5:18 a.m. 50 degrees, wind NE 0 mph. Stillness in the air. Sky: a broad, hazy peach-colored band across the south; blue-white and cloudless everywhere else; morphing by the moment; color drains and small clouds appear along the rim of the horizon. Permanent streams: slightly refreshed after yesterday morning's rain, have atrophied; puddle up; I need a stethoscope to see if they're still relevant. Morning is altogether bracing. Cool air holds mosquitos at bay and draws moisture into the air. Yesterday's rain transmutes to fog, which rises a third of the way up the trees along the far shore of the wetlands; higher to the west; tendrils in the east and south trace every crease and corrugation in the hillside, every scalloped ridge; called back by the sun. The world smokes as the morning ripens.

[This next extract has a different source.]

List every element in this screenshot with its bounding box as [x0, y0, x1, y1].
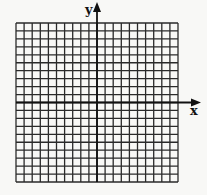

Late June: volume turned down on most songbirds. Tanagers hushed and invisible, not even a hint of scarlet in the oaks. Black and white warbler striped like a jailbird, paroled in the maples, silent as a fugitive. Three ovenbirds chase each other; no time to sing. A red-breasted nuthatch slowly repeats its tedious, nasal mantra. Pewee flies by, perches for a moment; then gone. Veery and hermit thrush, choral scholars, the exceptions this morning, sing like its May; elegance rising with the mist. Like gathering water in my hands I try to hold music that just seeps through me.

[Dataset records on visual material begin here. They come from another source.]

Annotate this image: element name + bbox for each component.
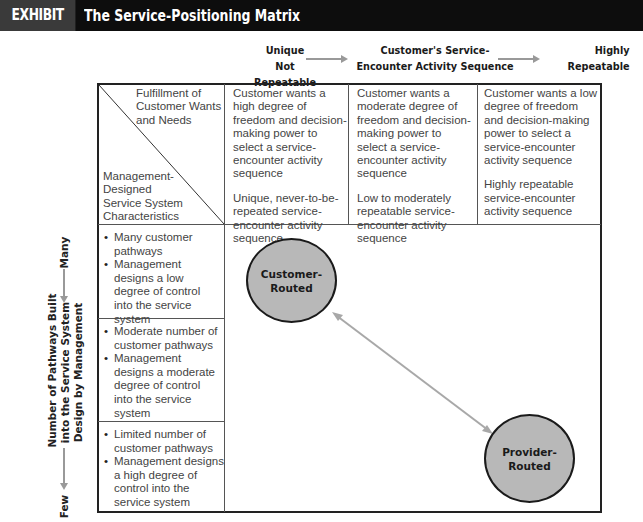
customer-routed-line2: Routed: [270, 282, 312, 294]
customer-routed-node: Customer- Routed: [246, 238, 337, 323]
column-2-wants: Customer wants a moderate degree of free…: [357, 87, 473, 181]
corner-top-line1: Fulfillment of: [136, 87, 224, 100]
row-1-pathways: Many customer pathways: [104, 231, 222, 258]
corner-bottom-line1: Management-: [103, 170, 213, 183]
row-3-pathways: Limited number of customer pathways: [104, 428, 226, 455]
provider-routed-label: Provider- Routed: [502, 445, 557, 473]
column-header-2: Customer wants a moderate degree of free…: [357, 87, 473, 245]
corner-bottom-line4: Characteristics: [103, 210, 213, 223]
row-header-3: Limited number of customer pathways Mana…: [104, 428, 226, 510]
corner-bottom-line2: Designed: [103, 183, 213, 196]
column-1-wants: Customer wants a high degree of freedom …: [233, 87, 348, 181]
customer-routed-line1: Customer-: [261, 268, 322, 280]
column-header-1: Customer wants a high degree of freedom …: [233, 87, 348, 245]
corner-bottom-line3: Service System: [103, 197, 213, 210]
row-2-pathways: Moderate number of customer pathways: [104, 325, 222, 352]
customer-routed-label: Customer- Routed: [261, 267, 322, 295]
row-2-control: Management designs a moderate degree of …: [104, 352, 222, 420]
corner-top-line2: Customer Wants: [136, 100, 224, 113]
provider-routed-node: Provider- Routed: [484, 414, 575, 503]
column-header-3: Customer wants a low degree of freedom a…: [484, 87, 598, 219]
row-header-1: Many customer pathways Management design…: [104, 231, 222, 326]
corner-bottom-label: Management- Designed Service System Char…: [103, 170, 213, 224]
provider-routed-line2: Routed: [508, 460, 550, 472]
column-3-sequence: Highly repeatable service-encounter acti…: [484, 178, 598, 218]
corner-top-label: Fulfillment of Customer Wants and Needs: [136, 87, 224, 127]
column-3-wants: Customer wants a low degree of freedom a…: [484, 87, 598, 167]
corner-top-line3: and Needs: [136, 114, 224, 127]
provider-routed-line1: Provider-: [502, 446, 557, 458]
row-header-2: Moderate number of customer pathways Man…: [104, 325, 222, 420]
connector-arrow-line: [337, 316, 488, 430]
row-1-control: Management designs a low degree of contr…: [104, 258, 222, 326]
column-2-sequence: Low to moderately repeatable service-enc…: [357, 192, 473, 246]
row-3-control: Management designs a high degree of cont…: [104, 455, 226, 509]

Chestnut-side warbler high in a cherry; yellowthroat midway up a fir. Their silence an implication that Earth has rotated away from the solstice, that defense of territory is less important than feeding nestlings, that the art of survival has discrete phases . . . we and they have entered another one. I want it all but satisfy myself with what I have . . . a morning like no other in late June.